Figures released at
the launch of the 2008 Global Entrepreneurship Monitor (GEM)
UK survey today at Aston Business School, Birmingham, reveal that Inner London
is an entrepreneurial hotspot with an average rate of 9.4% over the period 2002
to 2008, compared with around 5.7% for the UK as a whole.
The report, which
draws on seven years of survey data on 160,000 respondents, provides a unique
picture of business start-up activity across the UK. Professor Mark Hart of Aston Business
School, co-author of the report, said
“London is a world city, more comparable in
entrepreneurship terms to other world cities than other regions of the UK.
“People living in
the UK’s
capital city are twice as likely as people in other regions to indicate that
they expected to set up a new business within the next three years. But it is
in Inner London that the bulk of entrepreneurial activity takes place in the
capital. Outer London
has average levels of entrepreneurial activity.”
The report found
that London had higher rates of business start-up,
higher rates of business closure, and average rates of established business
ownership, suggesting a more rapid turnover of businesses in London
than in other parts of the UK.
Dr Jonathan Levie, of the Hunter Centre for
Entrepreneurship at the University
of Strathclyde, co-author
of the report, explained: “Inner London has an unusually high transient
population, with a high proportion of migrants and ethnic minorities, and these
groups tend to have higher rates of entrepreneurial activity anyway. But what
is intriguing is that those born and bred in London also have high levels of
entrepreneurial activity. There is definitely something special about London. Its concentration
of highly qualified and aspiring people and great wealth is a winning combination
as far as entrepreneurship is concerned. ”
For further information on the UK GEM research project please contact Mark Hart.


▸ **ASSIGNMENT**: Calculate how many lines in the following records hold the word "title", and report that number without comment.

[DATA RECORDS — start]

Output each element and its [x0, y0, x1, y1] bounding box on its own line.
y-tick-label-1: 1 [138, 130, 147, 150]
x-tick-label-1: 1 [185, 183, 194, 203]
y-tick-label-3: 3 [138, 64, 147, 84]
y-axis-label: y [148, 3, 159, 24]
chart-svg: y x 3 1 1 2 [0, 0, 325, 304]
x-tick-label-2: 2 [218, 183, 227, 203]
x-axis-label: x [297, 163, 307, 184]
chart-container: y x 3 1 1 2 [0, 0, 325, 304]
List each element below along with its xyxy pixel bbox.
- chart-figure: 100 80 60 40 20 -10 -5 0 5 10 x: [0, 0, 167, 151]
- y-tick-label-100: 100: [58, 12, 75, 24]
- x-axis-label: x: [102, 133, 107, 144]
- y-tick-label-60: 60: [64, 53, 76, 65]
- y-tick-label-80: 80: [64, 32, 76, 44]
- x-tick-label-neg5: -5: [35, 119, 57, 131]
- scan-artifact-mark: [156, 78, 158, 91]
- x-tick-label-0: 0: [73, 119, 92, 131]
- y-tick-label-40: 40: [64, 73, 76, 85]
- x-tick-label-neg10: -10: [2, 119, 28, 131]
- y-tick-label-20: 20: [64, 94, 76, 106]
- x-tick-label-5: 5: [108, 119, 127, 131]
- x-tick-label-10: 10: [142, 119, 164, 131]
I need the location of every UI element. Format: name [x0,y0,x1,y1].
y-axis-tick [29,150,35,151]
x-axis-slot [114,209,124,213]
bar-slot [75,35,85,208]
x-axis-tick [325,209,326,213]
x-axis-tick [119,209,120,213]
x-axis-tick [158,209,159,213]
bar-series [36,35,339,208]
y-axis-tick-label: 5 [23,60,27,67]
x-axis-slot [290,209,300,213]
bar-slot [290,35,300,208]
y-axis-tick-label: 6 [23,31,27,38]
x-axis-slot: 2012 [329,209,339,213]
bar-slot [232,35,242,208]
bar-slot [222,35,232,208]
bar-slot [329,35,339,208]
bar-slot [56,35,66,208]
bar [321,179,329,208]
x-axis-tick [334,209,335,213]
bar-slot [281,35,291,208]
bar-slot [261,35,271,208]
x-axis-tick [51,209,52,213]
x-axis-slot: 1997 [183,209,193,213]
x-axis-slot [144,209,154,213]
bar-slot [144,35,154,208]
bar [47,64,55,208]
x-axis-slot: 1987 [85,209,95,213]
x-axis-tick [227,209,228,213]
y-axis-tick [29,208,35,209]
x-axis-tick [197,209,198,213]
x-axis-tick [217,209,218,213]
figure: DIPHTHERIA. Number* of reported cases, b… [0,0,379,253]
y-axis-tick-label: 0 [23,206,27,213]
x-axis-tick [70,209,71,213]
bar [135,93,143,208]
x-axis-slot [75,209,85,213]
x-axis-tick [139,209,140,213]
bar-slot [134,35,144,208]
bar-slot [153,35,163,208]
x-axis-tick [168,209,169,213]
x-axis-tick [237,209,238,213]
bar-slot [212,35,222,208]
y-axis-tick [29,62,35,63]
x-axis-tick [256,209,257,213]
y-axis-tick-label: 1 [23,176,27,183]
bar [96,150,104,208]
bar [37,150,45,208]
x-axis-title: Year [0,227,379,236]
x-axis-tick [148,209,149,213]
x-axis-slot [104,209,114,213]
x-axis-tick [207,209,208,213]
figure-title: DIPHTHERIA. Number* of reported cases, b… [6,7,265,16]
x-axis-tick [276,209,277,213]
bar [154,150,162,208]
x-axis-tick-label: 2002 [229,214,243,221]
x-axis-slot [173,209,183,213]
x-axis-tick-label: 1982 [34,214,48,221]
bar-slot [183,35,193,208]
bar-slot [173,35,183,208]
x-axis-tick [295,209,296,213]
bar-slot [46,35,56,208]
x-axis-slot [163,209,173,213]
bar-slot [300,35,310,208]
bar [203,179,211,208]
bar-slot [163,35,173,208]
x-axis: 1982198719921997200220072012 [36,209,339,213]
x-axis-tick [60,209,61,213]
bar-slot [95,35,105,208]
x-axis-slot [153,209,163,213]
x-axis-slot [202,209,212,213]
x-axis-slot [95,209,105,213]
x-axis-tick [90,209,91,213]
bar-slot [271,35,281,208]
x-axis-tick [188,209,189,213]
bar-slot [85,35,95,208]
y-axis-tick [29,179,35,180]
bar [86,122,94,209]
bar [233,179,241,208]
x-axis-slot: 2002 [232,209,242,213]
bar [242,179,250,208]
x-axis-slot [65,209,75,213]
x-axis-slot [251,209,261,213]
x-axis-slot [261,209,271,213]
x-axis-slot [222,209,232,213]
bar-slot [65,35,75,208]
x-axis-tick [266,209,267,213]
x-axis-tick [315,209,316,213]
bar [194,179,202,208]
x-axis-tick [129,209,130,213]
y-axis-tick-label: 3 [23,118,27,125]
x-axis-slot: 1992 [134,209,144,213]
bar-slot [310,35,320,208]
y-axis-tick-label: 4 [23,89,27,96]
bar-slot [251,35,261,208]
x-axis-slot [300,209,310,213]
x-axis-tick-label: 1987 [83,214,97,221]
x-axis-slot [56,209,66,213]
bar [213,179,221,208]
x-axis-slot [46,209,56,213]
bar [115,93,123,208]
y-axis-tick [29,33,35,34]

[DATA RECORDS — finish]

▸ **THE COMPLETED TASK**: 2